Roma Life

That title is a play on where I worked out of when I lived in Rome – it was called Romalife. But, the Roma I am thinking of today are the nomadic people whom Europeans, and tourists, in a word, hate.

I’m so serious this week on my blog, aren’t I?

Anyway, I saw this CNN report about Italy’s desire to count and fingerprint all the Roma living within its borders – even the children. I find this to be a gross violation of civil rights – especially after Italy, seeking to calm down human rights watchers, came out saying that ALL Italians will be fingerprinted starting in 2010.

Cal and I discussed the Roma after having watched the video, and I can’t recall a more uncomfortable conversation. At one point I said that we must sound similar to ignorant white Americans talking about Africans. It’s maddeningly hard to wrap my head around the Roma; they refuse to assimilate and they have no one who properly represents them in the public eye. I don’t mean Roma who’ve “made it” – I mean someone who can stand up and loudly defend their existence, other than non-Roma human rights workers. So, they remain a mystery to me and, I think it’s safe to say, to Italians as well.

And, as we all know, the unknown breeds prejudice.

The conflict inside me while watching the video was this:

  1. My heart goes out to a misunderstood, misaligned culture that has served as a scapegoat for every social ill that has befallen Italy. They are an all too convenient target for those in power who choose to ignore the reality of their own failings. A part of me wants to find out more about the enigmatic Roma; I’d like to learn their history and their reasons for consciously rejecting modern conveniences and societal norms. It seems to me that it takes much more effort to live they way they do than if they, say, had electricity and plumbing.
  2. “They treat us like animals,” one woman says in the interview. Guess what? “They” are not that smart. So, when They see you CHOOSING to live among trash and open sewage, seemingly without any regard for basic hygiene or the safety and welfare of your many children, then that’s how They’re going to treat you, because that’s how feral animals live. Get it together. You can choose to live like your ancestors, but it’s not like you don’t know how the world works. You’re in the middle of Rome, for chrissakes.

The one thing I have realized as a result of this post is that it is pretty much impossible to discuss the Roma without sounding like a complete asshole. I’ve written and rewritten it a thousand times, and everything I want to say simply sounds like everything ignorant people have said about every foreign race and culture since the beginning of time. That’s frightening to me, but it also interests me.

I just don’t understand why they choose to live the way they do.

6 thoughts on “Roma Life

  1. Thanks! That was a great read. But, unfortunately, it mirrors so many other articles out there in its generality (although the Economist is light years ahead of journalism these days). I’m talking about more individual reasons – an in-depth look at specific Romas’ lives and their reasons for living them as they do. Like the lady in that video on CNN – I want to ask her about a hundred more questions, you know?

  2. That’s generally why I stay away from tv news – I yell enough at the screen as it is. Oppressed minorities often deliberately develop “antisocial” behaviours: Black youth in the U.S. dressing and talking like gang members, to take one example, and being derided as Uncle Toms if they attempt to escape that cycle.
    Being loathed and feared is to have a kind of power, so it’s no wonder some Roma embrace it, especially when the alternative is to become one of the “them” that has historically mistreated you and your kind.
    That said, I too have absorbed many of the European prejudices against Roma, so my pop-anthropology is theoretical at best. Kudos to you for grappling with it.

  3. I find them intriguing as well, and confusing and anachronistic and mysterious. The only thing about them I’ve ever read that makes sense to me is that part of their problem with assimilation is when one of them chooses to become part of modern culture, they are outcast from the other Romas, and yet they will always be outsiders to the people they are trying to integrate with. They end up as loners.

    I know that concept is overly simplistic and naive, but at the same time it makes some sense to me.

  4. You are right, they are a funny bunch these Roma. They don’t do themselves any favours either. There odd insistence on living in squalor does nothing for their image either.

    These curious people could do wonders for their public image by just cleaning up a little, OK, a lot.

    I’d love to be able to figure out the mindset of the Roma. Has anyone actually asked them why they love living in the midst of rubbish piles.

    Wicked suggestion – Maybe the Rome Roma would be happier down in Naples;-)

    All the best,

    Alex

  5. I see a Roma girl in my area always begging for money. She is very young should be in school. One day I asked her “where is your mom?” She pointed to the left somewhere.

    I gave her money once. Not doing it again. I saw her and her mom the other day. Her mom is healthy. I so wanted to go up to her and ask her why she allows her young, very pretty daughter to do this. Maybe Italy has less of a pedophile problem than the U.S. but come on. It can’t be good for this girl to be begging people sitting out side in Campo de fiori for money.

    My heart really goes out to the Roma kids. they didn’t ask for this. If the adults want to live this way fine but the kids should be allow to go to school.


**Exercise brief:** In the copy, keep every record exact and leave out all images.

----------------------------------------

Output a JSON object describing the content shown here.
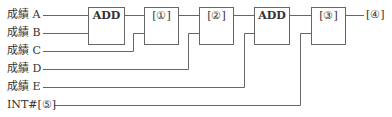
{
  "inputs": [
    {
      "label": "成績 A",
      "y": 15
    },
    {
      "label": "成績 B",
      "y": 33
    },
    {
      "label": "成績 C",
      "y": 51
    },
    {
      "label": "成績 D",
      "y": 69
    },
    {
      "label": "成績 E",
      "y": 87
    },
    {
      "label": "INT#[⑤]",
      "y": 105
    }
  ],
  "blocks": [
    {
      "label": "ADD",
      "x": 88,
      "w": 36
    },
    {
      "label": "[①]",
      "x": 144,
      "w": 34
    },
    {
      "label": "[②]",
      "x": 199,
      "w": 34
    },
    {
      "label": "ADD",
      "x": 254,
      "w": 35
    },
    {
      "label": "[③]",
      "x": 311,
      "w": 34
    }
  ],
  "output": {
    "label": "[④]"
  },
  "colors": {
    "line": "#666666",
    "text": "#333333"
  }
}
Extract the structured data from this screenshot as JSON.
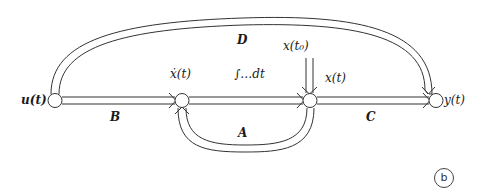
{
  "diagram": {
    "type": "state-space signal flow graph",
    "nodes": [
      {
        "id": "u",
        "label": "u(t)"
      },
      {
        "id": "xdot",
        "label": "ẋ(t)"
      },
      {
        "id": "x",
        "label": "x(t)"
      },
      {
        "id": "y",
        "label": "y(t)"
      }
    ],
    "edges": [
      {
        "from": "u",
        "to": "xdot",
        "label": "B"
      },
      {
        "from": "xdot",
        "to": "x",
        "label": "∫…dt"
      },
      {
        "from": "x",
        "to": "xdot",
        "label": "A"
      },
      {
        "from": "x",
        "to": "y",
        "label": "C"
      },
      {
        "from": "u",
        "to": "y",
        "label": "D"
      },
      {
        "from": "x(t0)",
        "to": "x",
        "label": "x(t₀)"
      }
    ],
    "labels": {
      "u": "u(t)",
      "xdot": "ẋ(t)",
      "integral": "∫…dt",
      "x0": "x(t₀)",
      "x": "x(t)",
      "y": "y(t)",
      "B": "B",
      "A": "A",
      "C": "C",
      "D": "D"
    },
    "panel_label": "b",
    "line_color": "#333333"
  }
}
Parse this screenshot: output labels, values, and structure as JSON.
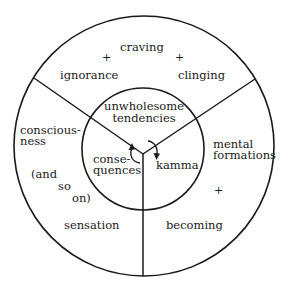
{
  "diagram": {
    "title": "",
    "colors": {
      "stroke": "#1a1a1a",
      "text": "#1a1a1a",
      "background": "#ffffff"
    },
    "outer_ring": {
      "top_sector": {
        "labels": [
          "craving",
          "ignorance",
          "clinging"
        ],
        "plus_signs": [
          "+",
          "+"
        ]
      },
      "left_sector": {
        "labels": [
          "conscious-",
          "ness",
          "(and",
          "so",
          "on)",
          "sensation"
        ]
      },
      "right_sector": {
        "labels": [
          "mental",
          "formations",
          "becoming"
        ],
        "plus_signs": [
          "+"
        ]
      }
    },
    "inner_circle": {
      "top": {
        "line1": "unwholesome",
        "line2": "tendencies"
      },
      "left": {
        "line1": "conse-",
        "line2": "quences"
      },
      "right": {
        "line1": "kamma"
      }
    },
    "arrows": [
      {
        "name": "consequences-to-tendencies",
        "direction": "up"
      },
      {
        "name": "tendencies-to-kamma",
        "direction": "down"
      }
    ]
  }
}
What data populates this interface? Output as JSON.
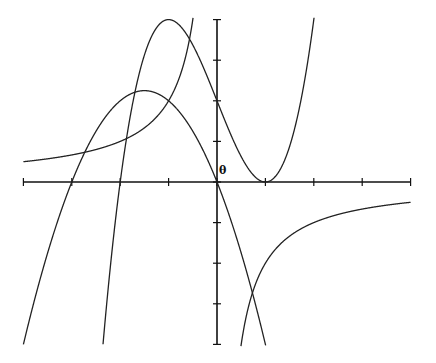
{
  "chart_data": {
    "type": "line",
    "title": "",
    "xlabel": "",
    "ylabel": "",
    "origin_label": "θ",
    "xlim": [
      -4,
      4
    ],
    "ylim": [
      -4,
      4
    ],
    "x_ticks": [
      -4,
      -3,
      -2,
      -1,
      0,
      1,
      2,
      3,
      4
    ],
    "y_ticks": [
      -4,
      -3,
      -2,
      -1,
      0,
      1,
      2,
      3,
      4
    ],
    "grid": false,
    "legend": null,
    "series": [
      {
        "name": "cubic",
        "expression": "x^3 - 3x + 2",
        "x": [
          -2.4,
          -2,
          -1.5,
          -1,
          -0.5,
          0,
          0.5,
          1,
          1.5,
          2
        ],
        "values": [
          -4.62,
          0,
          3.125,
          4,
          3.375,
          2,
          0.625,
          0,
          0.875,
          4
        ]
      },
      {
        "name": "parabola",
        "expression": "-x^2 - 3x",
        "x": [
          -4,
          -3,
          -2,
          -1.5,
          -1,
          0,
          1
        ],
        "values": [
          -4,
          0,
          2,
          2.25,
          2,
          0,
          -4
        ]
      },
      {
        "name": "hyperbola",
        "expression": "-2/x",
        "x": [
          -4,
          -3,
          -2,
          -1,
          -0.5,
          0.5,
          1,
          2,
          3,
          4
        ],
        "values": [
          0.5,
          0.667,
          1,
          2,
          4,
          -4,
          -2,
          -1,
          -0.667,
          -0.5
        ]
      }
    ]
  },
  "colors": {
    "curve": "#222222",
    "axis": "#111111",
    "background": "#ffffff"
  }
}
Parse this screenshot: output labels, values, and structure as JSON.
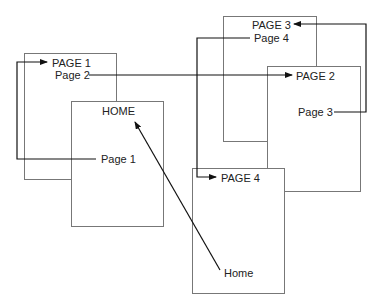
{
  "diagram": {
    "pages": [
      {
        "id": "page1",
        "title": "PAGE 1",
        "links": [
          {
            "label": "Page 2",
            "target": "page2"
          }
        ]
      },
      {
        "id": "home",
        "title": "HOME",
        "links": [
          {
            "label": "Page 1",
            "target": "page1"
          }
        ]
      },
      {
        "id": "page3",
        "title": "PAGE 3",
        "links": [
          {
            "label": "Page 4",
            "target": "page4"
          }
        ]
      },
      {
        "id": "page2",
        "title": "PAGE 2",
        "links": [
          {
            "label": "Page 3",
            "target": "page3"
          }
        ]
      },
      {
        "id": "page4",
        "title": "PAGE 4",
        "links": [
          {
            "label": "Home",
            "target": "home"
          }
        ]
      }
    ]
  }
}
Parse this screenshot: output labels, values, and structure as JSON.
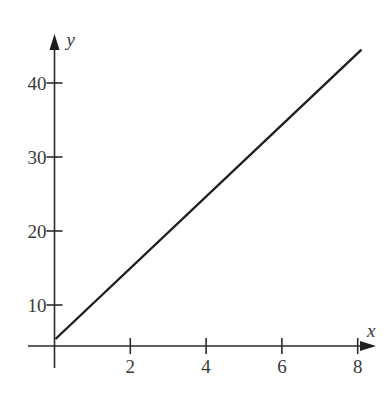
{
  "chart_data": {
    "type": "line",
    "title": "",
    "xlabel": "x",
    "ylabel": "y",
    "x_ticks": [
      2,
      4,
      6,
      8
    ],
    "x_tick_labels": [
      "2",
      "4",
      "6",
      "8"
    ],
    "y_ticks": [
      10,
      20,
      30,
      40
    ],
    "y_tick_labels": [
      "10",
      "20",
      "30",
      "40"
    ],
    "xlim": [
      0,
      8.6
    ],
    "ylim": [
      0,
      46
    ],
    "grid": false,
    "legend": null,
    "series": [
      {
        "name": "line",
        "x": [
          0,
          8.1
        ],
        "y": [
          5,
          44.5
        ]
      }
    ]
  },
  "layout": {
    "origin_px": [
      54.5,
      346
    ],
    "x_px_per_unit": 37.9,
    "y_ref_value": 40,
    "y_ref_px": 83,
    "y_px_per_unit": 7.4,
    "x_axis_start_px": 28,
    "x_axis_end_px": 376,
    "y_axis_top_px": 34,
    "y_axis_bottom_px": 368
  }
}
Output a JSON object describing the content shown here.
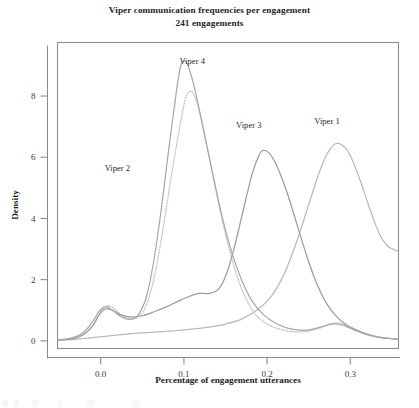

----------------------------------------

**Response area:**
Output a JSON object describing the content shown here.
{
  "inputs": [
    {
      "label": "成績 A",
      "y": 15
    },
    {
      "label": "成績 B",
      "y": 33
    },
    {
      "label": "成績 C",
      "y": 51
    },
    {
      "label": "成績 D",
      "y": 69
    },
    {
      "label": "成績 E",
      "y": 87
    },
    {
      "label": "INT#[⑤]",
      "y": 105
    }
  ],
  "blocks": [
    {
      "label": "ADD",
      "x": 88,
      "w": 36
    },
    {
      "label": "[①]",
      "x": 144,
      "w": 34
    },
    {
      "label": "[②]",
      "x": 199,
      "w": 34
    },
    {
      "label": "ADD",
      "x": 254,
      "w": 35
    },
    {
      "label": "[③]",
      "x": 311,
      "w": 34
    }
  ],
  "output": {
    "label": "[④]"
  },
  "colors": {
    "line": "#666666",
    "text": "#333333"
  }
}
Extract the structured data from this screenshot as JSON.
{
  "diagram": {
    "type": "state-space signal flow graph",
    "nodes": [
      {
        "id": "u",
        "label": "u(t)"
      },
      {
        "id": "xdot",
        "label": "ẋ(t)"
      },
      {
        "id": "x",
        "label": "x(t)"
      },
      {
        "id": "y",
        "label": "y(t)"
      }
    ],
    "edges": [
      {
        "from": "u",
        "to": "xdot",
        "label": "B"
      },
      {
        "from": "xdot",
        "to": "x",
        "label": "∫…dt"
      },
      {
        "from": "x",
        "to": "xdot",
        "label": "A"
      },
      {
        "from": "x",
        "to": "y",
        "label": "C"
      },
      {
        "from": "u",
        "to": "y",
        "label": "D"
      },
      {
        "from": "x(t0)",
        "to": "x",
        "label": "x(t₀)"
      }
    ],
    "labels": {
      "u": "u(t)",
      "xdot": "ẋ(t)",
      "integral": "∫…dt",
      "x0": "x(t₀)",
      "x": "x(t)",
      "y": "y(t)",
      "B": "B",
      "A": "A",
      "C": "C",
      "D": "D"
    },
    "panel_label": "b",
    "line_color": "#333333"
  }
}
Parse this screenshot: output labels, values, and structure as JSON.
{
  "diagram": {
    "title": "",
    "colors": {
      "stroke": "#1a1a1a",
      "text": "#1a1a1a",
      "background": "#ffffff"
    },
    "outer_ring": {
      "top_sector": {
        "labels": [
          "craving",
          "ignorance",
          "clinging"
        ],
        "plus_signs": [
          "+",
          "+"
        ]
      },
      "left_sector": {
        "labels": [
          "conscious-",
          "ness",
          "(and",
          "so",
          "on)",
          "sensation"
        ]
      },
      "right_sector": {
        "labels": [
          "mental",
          "formations",
          "becoming"
        ],
        "plus_signs": [
          "+"
        ]
      }
    },
    "inner_circle": {
      "top": {
        "line1": "unwholesome",
        "line2": "tendencies"
      },
      "left": {
        "line1": "conse-",
        "line2": "quences"
      },
      "right": {
        "line1": "kamma"
      }
    },
    "arrows": [
      {
        "name": "consequences-to-tendencies",
        "direction": "up"
      },
      {
        "name": "tendencies-to-kamma",
        "direction": "down"
      }
    ]
  }
}
What data populates this interface? Output as JSON.
{
  "chart_data": {
    "type": "line",
    "title": "",
    "xlabel": "",
    "ylabel": "",
    "origin_label": "θ",
    "xlim": [
      -4,
      4
    ],
    "ylim": [
      -4,
      4
    ],
    "x_ticks": [
      -4,
      -3,
      -2,
      -1,
      0,
      1,
      2,
      3,
      4
    ],
    "y_ticks": [
      -4,
      -3,
      -2,
      -1,
      0,
      1,
      2,
      3,
      4
    ],
    "grid": false,
    "legend": null,
    "series": [
      {
        "name": "cubic",
        "expression": "x^3 - 3x + 2",
        "x": [
          -2.4,
          -2,
          -1.5,
          -1,
          -0.5,
          0,
          0.5,
          1,
          1.5,
          2
        ],
        "values": [
          -4.62,
          0,
          3.125,
          4,
          3.375,
          2,
          0.625,
          0,
          0.875,
          4
        ]
      },
      {
        "name": "parabola",
        "expression": "-x^2 - 3x",
        "x": [
          -4,
          -3,
          -2,
          -1.5,
          -1,
          0,
          1
        ],
        "values": [
          -4,
          0,
          2,
          2.25,
          2,
          0,
          -4
        ]
      },
      {
        "name": "hyperbola",
        "expression": "-2/x",
        "x": [
          -4,
          -3,
          -2,
          -1,
          -0.5,
          0.5,
          1,
          2,
          3,
          4
        ],
        "values": [
          0.5,
          0.667,
          1,
          2,
          4,
          -4,
          -2,
          -1,
          -0.667,
          -0.5
        ]
      }
    ]
  },
  "colors": {
    "curve": "#222222",
    "axis": "#111111",
    "background": "#ffffff"
  }
}
Parse this screenshot: output labels, values, and structure as JSON.
{
  "diagram": {
    "pages": [
      {
        "id": "page1",
        "title": "PAGE 1",
        "links": [
          {
            "label": "Page 2",
            "target": "page2"
          }
        ]
      },
      {
        "id": "home",
        "title": "HOME",
        "links": [
          {
            "label": "Page 1",
            "target": "page1"
          }
        ]
      },
      {
        "id": "page3",
        "title": "PAGE 3",
        "links": [
          {
            "label": "Page 4",
            "target": "page4"
          }
        ]
      },
      {
        "id": "page2",
        "title": "PAGE 2",
        "links": [
          {
            "label": "Page 3",
            "target": "page3"
          }
        ]
      },
      {
        "id": "page4",
        "title": "PAGE 4",
        "links": [
          {
            "label": "Home",
            "target": "home"
          }
        ]
      }
    ]
  }
}
Parse this screenshot: output labels, values, and structure as JSON.
{
  "chart_data": {
    "type": "line",
    "title": "",
    "xlabel": "x",
    "ylabel": "y",
    "x_ticks": [
      2,
      4,
      6,
      8
    ],
    "x_tick_labels": [
      "2",
      "4",
      "6",
      "8"
    ],
    "y_ticks": [
      10,
      20,
      30,
      40
    ],
    "y_tick_labels": [
      "10",
      "20",
      "30",
      "40"
    ],
    "xlim": [
      0,
      8.6
    ],
    "ylim": [
      0,
      46
    ],
    "grid": false,
    "legend": null,
    "series": [
      {
        "name": "line",
        "x": [
          0,
          8.1
        ],
        "y": [
          5,
          44.5
        ]
      }
    ]
  },
  "layout": {
    "origin_px": [
      54.5,
      346
    ],
    "x_px_per_unit": 37.9,
    "y_ref_value": 40,
    "y_ref_px": 83,
    "y_px_per_unit": 7.4,
    "x_axis_start_px": 28,
    "x_axis_end_px": 376,
    "y_axis_top_px": 34,
    "y_axis_bottom_px": 368
  }
}
Output a JSON object describing the content shown here.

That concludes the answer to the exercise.